▶ Task to complete: Quote exactly, and only, the lines of the material below from the line with "You are a GUI" through the line with "The width and".

▶ Provided records:
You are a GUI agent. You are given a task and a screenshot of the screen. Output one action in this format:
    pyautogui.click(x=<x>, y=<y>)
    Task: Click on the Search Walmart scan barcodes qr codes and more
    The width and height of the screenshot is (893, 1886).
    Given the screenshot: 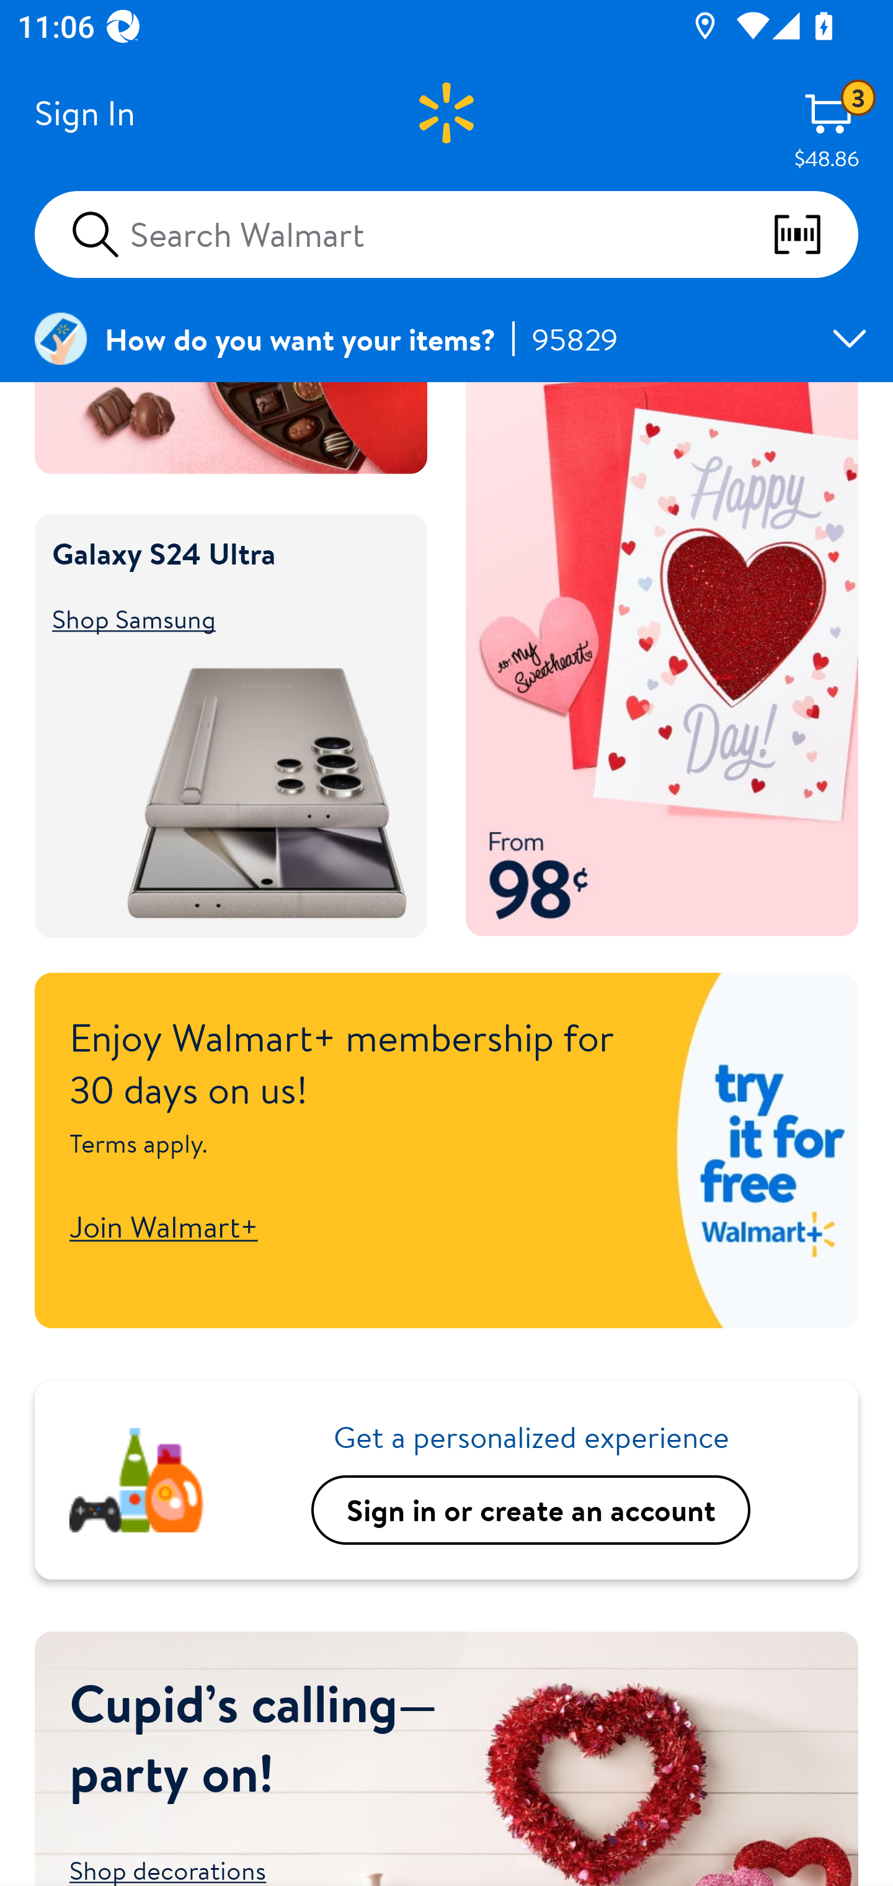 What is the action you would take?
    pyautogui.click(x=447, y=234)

...

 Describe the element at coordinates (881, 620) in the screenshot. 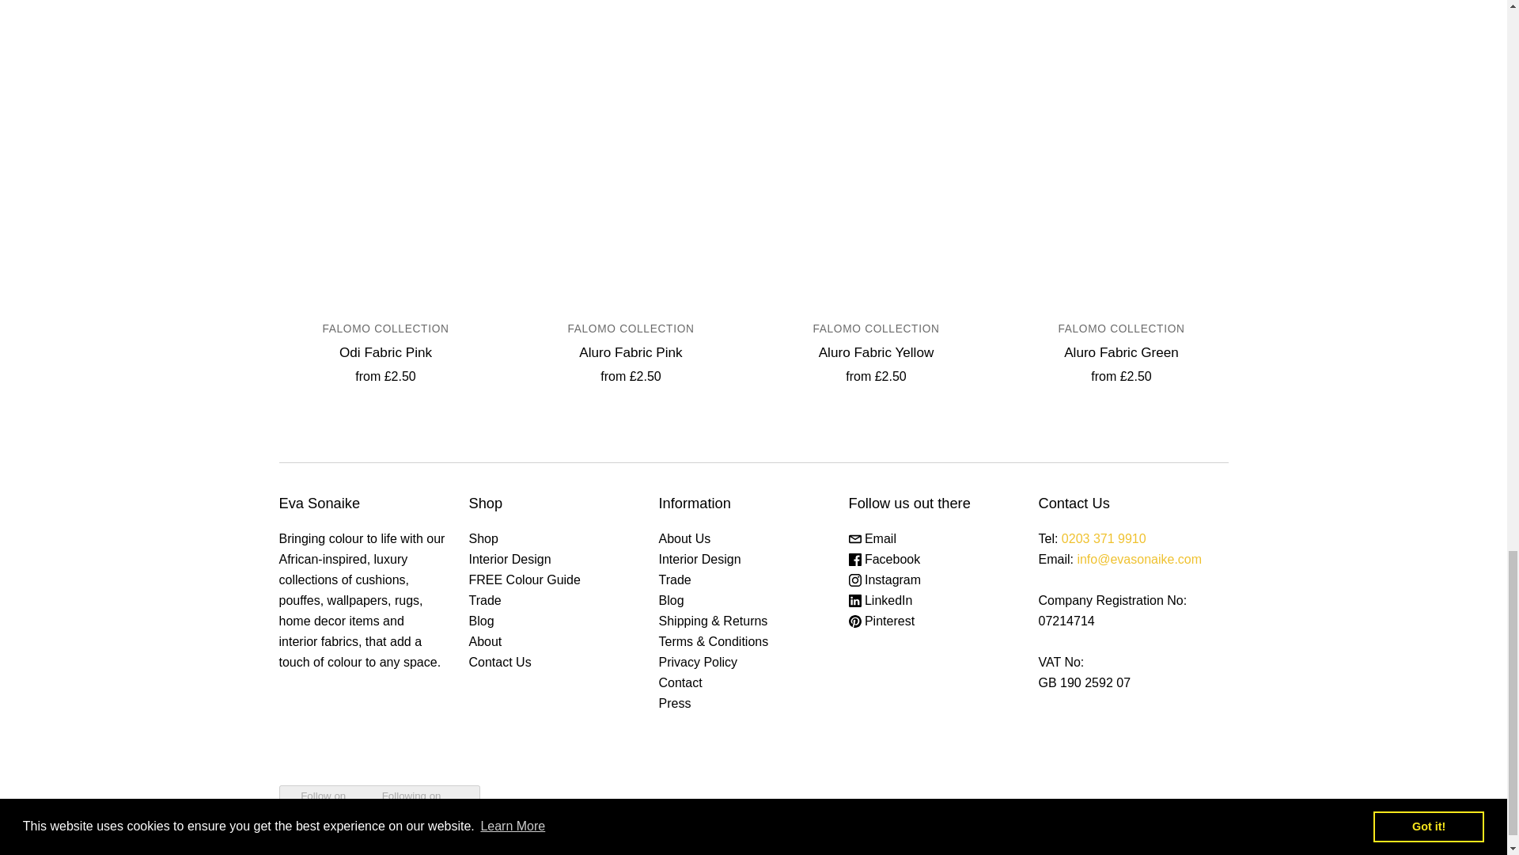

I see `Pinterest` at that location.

▶ Worked solution:
You are a GUI agent. You are given a task and a screenshot of the screen. Output one action in this format:
    pyautogui.click(x=<x>, y=<y>)
    Task: Click on the Search Walmart scan barcodes qr codes and more
    The width and height of the screenshot is (893, 1886).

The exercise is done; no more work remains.